“Nobody is.”
Georgia Blue turned to stare at Durant, then looked quickly away.
“So you and Ms. Blue—”
“Better call me Georgia.”
“So you and Georgia will buy the tapes from the blackmailer with my million dollars?”
“You tell her, Georgia,” Durant said.
“When it’s all over,” Georgia Blue said slowly, “we plan to hand you the tapes and also your million dollars and possibly even the blackmailer.”
Ione Gamble seemed to shrink back in her wooden swivel chair.
“Possibly?” she said, almost whispering the word.
“It’s possible the blackmailer will be dead.”
Ione Gamble shrank even farther back in the chair, as if to get as far away from Blue and Durant as possible. She stared down at her desktop, stroked the flop-eared rabbit, as though for reassurance, then looked up at Overby and said, “I don’t really want to hear any more, Otherguy.”
Thirty-seven
It was 2:42 P.M. When Georgia Blue began counting the $300,000 in Jack Broach’s Beverly Hills office. There were thirty bound packets of currency stacked on his eighteenth-century French desk, each packet containing $10,000 in hundred-dollar bills. Blue stood, counting silently. When done, she carefully packed the money into a dark blue nylon carryall she had bought at a Sav-On drugstore for $8.95 plus tax.
Broach sat behind his desk, not speaking until she zipped up the carryall. He then smiled and said, “One million exactly, right?”
Georgia Blue sat down in a chair in front of the desk, stared at him for a moment, then said, “Exactly.”
“A receipt in that amount might prove useful someday.”
“Useful to you, not to me.”
“I thought it worth a try.”
She shrugged. “Anything else?”
He leaned toward her, forearms on the ornate desktop, the well-cared-for hands clasped, a look of what seemed to be genuine interest, even curiosity, on his face. “I’d like to know how it’ll work—the mechanics of it.”
“The details,” she said.
He nodded.
“That’s normal,” she said. “Most people become curious when they find themselves in a mess like this for the first time. They ask who-does-what-and-when questions—probably because so much money’s involved.”
“It does spark the curiosity,” Broach said.
“All right. Here’s how it’ll work. When Oil Drum calls later this afternoon—”
“Oil Drum?”
“It’s our name for the seller because of his electronically distorted voice.”
“I see.”
“When he calls—”
Again Broach interrupted. “Who’ll be taking the call?”
“Artie Wu. I’ll probably listen in on an extension. Quincy Durant might also listen in—or he might not.”
Broach nodded, satisfied.
“Anyway,” she said, “after Oil Drum calls, he’ll be told the money’s ready.”
“The million?”
“The million. We’ll then settle on where to make the buy. It’ll be a quiet, out-of-the-way place.”
“What kind of place?”
“A place where he can count the money in private and where I can check out the tape on a VCR.”
“You have such a place in mind?”
“Yes.”
“Where?”
“Sorry.”
“Of course,” Broach said. “Security.”
“Common sense,” said Georgia Blue. “Artie and Oil Drum will dicker about the place. Oil Drum’ll turn our first suggestion down and we’ll reject his alternate proposal. Artie’ll then recommend the place we wanted all along and make it clear that unless Oil Drum agrees, the deal’s off.”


* Action item *
Every entry has to be restated word for word.

====== Listed entries

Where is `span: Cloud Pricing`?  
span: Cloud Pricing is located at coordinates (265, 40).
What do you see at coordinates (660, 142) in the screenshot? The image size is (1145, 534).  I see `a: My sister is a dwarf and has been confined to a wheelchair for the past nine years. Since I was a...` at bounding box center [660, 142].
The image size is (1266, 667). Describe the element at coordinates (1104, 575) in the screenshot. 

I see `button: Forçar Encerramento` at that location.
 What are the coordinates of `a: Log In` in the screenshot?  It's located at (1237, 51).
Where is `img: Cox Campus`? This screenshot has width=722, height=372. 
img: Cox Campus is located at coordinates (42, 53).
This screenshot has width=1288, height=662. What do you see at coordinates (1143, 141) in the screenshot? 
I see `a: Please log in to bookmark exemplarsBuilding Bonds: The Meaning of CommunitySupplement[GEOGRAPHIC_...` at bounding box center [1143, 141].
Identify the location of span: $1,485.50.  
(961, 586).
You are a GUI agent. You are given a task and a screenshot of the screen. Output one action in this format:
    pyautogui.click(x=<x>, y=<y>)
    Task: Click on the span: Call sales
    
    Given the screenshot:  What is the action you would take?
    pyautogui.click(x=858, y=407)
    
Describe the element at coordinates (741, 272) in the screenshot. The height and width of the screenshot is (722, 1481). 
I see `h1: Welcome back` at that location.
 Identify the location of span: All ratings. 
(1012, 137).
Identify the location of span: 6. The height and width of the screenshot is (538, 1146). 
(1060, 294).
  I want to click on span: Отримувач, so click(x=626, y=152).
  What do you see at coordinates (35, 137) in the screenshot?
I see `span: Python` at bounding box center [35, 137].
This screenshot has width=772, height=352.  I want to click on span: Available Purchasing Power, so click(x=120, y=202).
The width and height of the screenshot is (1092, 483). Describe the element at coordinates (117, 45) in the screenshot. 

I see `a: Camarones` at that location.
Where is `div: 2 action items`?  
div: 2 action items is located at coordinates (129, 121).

============

* Expected output *
Where is `span: Cloud Pricing`?  
span: Cloud Pricing is located at coordinates (265, 40).
What do you see at coordinates (660, 142) in the screenshot? The image size is (1145, 534).  I see `a: My sister is a dwarf and has been confined to a wheelchair for the past nine years. Since I was a...` at bounding box center [660, 142].
The image size is (1266, 667). Describe the element at coordinates (1104, 575) in the screenshot. 

I see `button: Forçar Encerramento` at that location.
 What are the coordinates of `a: Log In` in the screenshot?  It's located at (1237, 51).
Where is `img: Cox Campus`? This screenshot has width=722, height=372. 
img: Cox Campus is located at coordinates (42, 53).
This screenshot has width=1288, height=662. What do you see at coordinates (1143, 141) in the screenshot? 
I see `a: Please log in to bookmark exemplarsBuilding Bonds: The Meaning of CommunitySupplement[GEOGRAPHIC_...` at bounding box center [1143, 141].
Identify the location of span: $1,485.50.  
(961, 586).
You are a GUI agent. You are given a task and a screenshot of the screen. Output one action in this format:
    pyautogui.click(x=<x>, y=<y>)
    Task: Click on the span: Call sales
    
    Given the screenshot:  What is the action you would take?
    pyautogui.click(x=858, y=407)
    
Describe the element at coordinates (741, 272) in the screenshot. The height and width of the screenshot is (722, 1481). 
I see `h1: Welcome back` at that location.
 Identify the location of span: All ratings. 
(1012, 137).
Identify the location of span: 6. The height and width of the screenshot is (538, 1146). 
(1060, 294).
  I want to click on span: Отримувач, so click(x=626, y=152).
  What do you see at coordinates (35, 137) in the screenshot?
I see `span: Python` at bounding box center [35, 137].
This screenshot has width=772, height=352.  I want to click on span: Available Purchasing Power, so click(x=120, y=202).
The width and height of the screenshot is (1092, 483). Describe the element at coordinates (117, 45) in the screenshot. 

I see `a: Camarones` at that location.
Where is `div: 2 action items`?  
div: 2 action items is located at coordinates (129, 121).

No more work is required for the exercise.